NTS Prefork Mode — Trading Features for the Last Few Percent
Status: DESIGN, gated on a measurement. Not scheduled. This page exists so the “why not NTS?” question every RoadRunner/Swoole-aware evaluator asks has a considered answer — and so the decision, when made, is made on numbers.
The question
ePHPm’s Linux/macOS builds are ZTS: one process, concurrent PHP on
tokio’s blocking pool, per-thread TSRM contexts. ZTS costs an
in-PHP tax — measured at roughly 5–10% vs NTS php-fpm on tiny
scripts (July 2026, with ZEND_ENABLE_STATIC_TSRMLS_CACHE active) —
because every EG()/CG() access goes through thread-local
indirection.
Some users bring their own Redis and database, don’t touch the in-process KV, middleware, or clustering — and would trade all of it for pure per-request PHP speed. Can we serve them an NTS build without forking the codebase?
Feasibility: the codebase already compiles both
Windows ships NTS today — ZTS=0, one request at a time behind a
mutex. The C wrapper, the EPHPM_TLS per-request statics, and the
build plumbing are all bi-modal already. The php-sdk pipeline builds
NTS for Windows; a linux-<arch>-nts-gnu tarball is one matrix entry.
Nothing about an NTS Linux artifact is destructive; it is additive
cfg + artifacts.
The hard part is not the build — it is that NTS means one PHP request at a time per process, so a useful NTS Linux mode is prefork:
Design sketch
ephpm serve --prefork N (or [server] prefork = N, NTS builds only):
- N processes, each: full ephpm (async HTTP, static files) + one NTS
PHP runtime,
SO_REUSEPORTon the listen socket, kernel balances connections. No IPC, no master/worker protocol — each process is just ephpm with PHP concurrency 1. - Worker mode composes perfectly: NTS + boot-once persistent app per process ≡ the classic RoadRunner/FrankenPHP worker shape. This is where prefork’s numbers would be strongest.
- Feature gating, honest by construction:
[cluster]and the RESP listener refuse to start in prefork mode (per-process KV across N processes is a correctness trap, not a feature);[php] workersignored; startup banner states the mode’s contract plainly.
The two genuinely hard problems
- OPcache memory. php-fpm children share one opcache SHM via
fork-inherited mmap. N independent ephpm processes each pay a full
opcache (128 MB × 16 processes is real memory). The fix — fork
workers after PHP init so the SHM is inherited — collides with
Rust: forking a threaded tokio process is UB territory. The safe
variant (fork before any runtime/thread starts, init PHP after)
loses the sharing. Options, in order of preference: measure whether
per-process opcache is simply acceptable (it usually is at ≤ 16
workers); explicit
opcache.file_cacheon tmpfs as a warm-start compromise; early-fork with post-fork PHP init and shared-nothing opcache. No fork-after-tokio under any circumstance. - Ops story dilution. “One process, one binary” is a core pitch;
prefork makes ePHPm a process family. Signals, logs, metrics
(per-process
/metricsneeds aggregation or a--metrics-socketdesign), graceful reload — each is small, together they are the real cost.
The gate: measure before building
PGO for the SDK (php-sdk#35) plausibly returns 5–10% to both ZTS and NTS builds at a fraction of this complexity — potentially erasing the entire motivation. Therefore:
- Cut one
linux-x86_64-nts-gnuSDK tarball (one matrix entry). - Build ephpm against it with the existing Windows-style serialized path — no prefork work at all.
- A/B single-stream
hello.php/cpu.php/ one framework profile, ZTS vs NTS, same host, after PGO lands.
Decision rule: real tax < 5% after PGO → close this page as “considered, declined — PGO ate the motivation.” Tax ≥ 10% → prefork graduates to a scheduled milestone. In between → judgment call with numbers on the table.
The experiment is an afternoon with the existing bench tooling; the full prefork build-out is 1–2 focused weeks. Spend the afternoon first.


EXERCISE: From the top of the records below, return each line exactly, ending with the line that contains "This screenshot has".

TASK DATA below:

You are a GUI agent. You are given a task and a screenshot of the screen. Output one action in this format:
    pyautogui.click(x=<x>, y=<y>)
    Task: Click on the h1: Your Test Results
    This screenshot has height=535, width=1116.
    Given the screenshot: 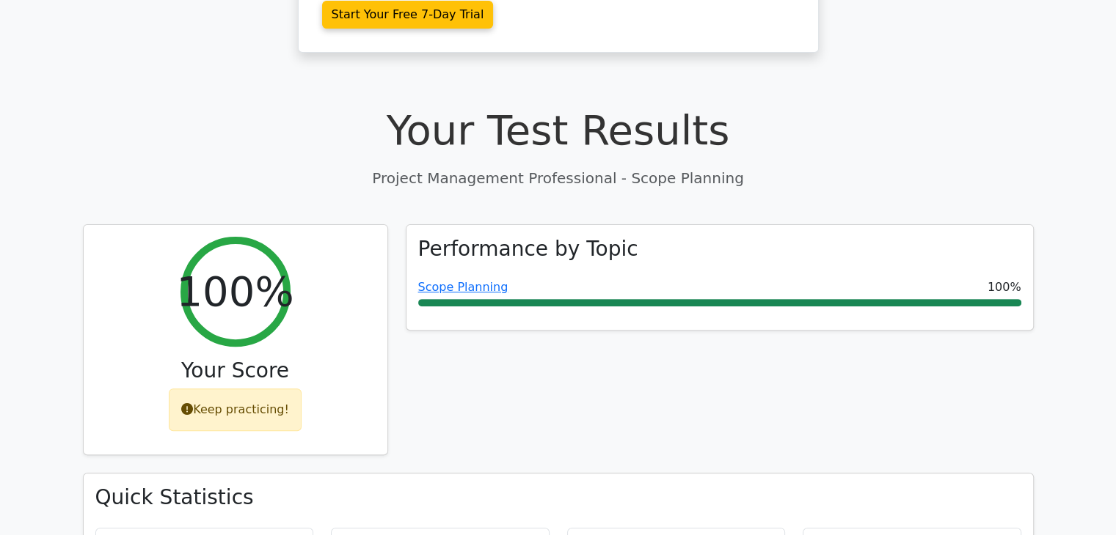 What is the action you would take?
    pyautogui.click(x=558, y=130)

End of TASK DATA.

EXERCISE SOLUTION:
You are a GUI agent. You are given a task and a screenshot of the screen. Output one action in this format:
    pyautogui.click(x=<x>, y=<y>)
    Task: Click on the h1: Your Test Results
    This screenshot has height=535, width=1116.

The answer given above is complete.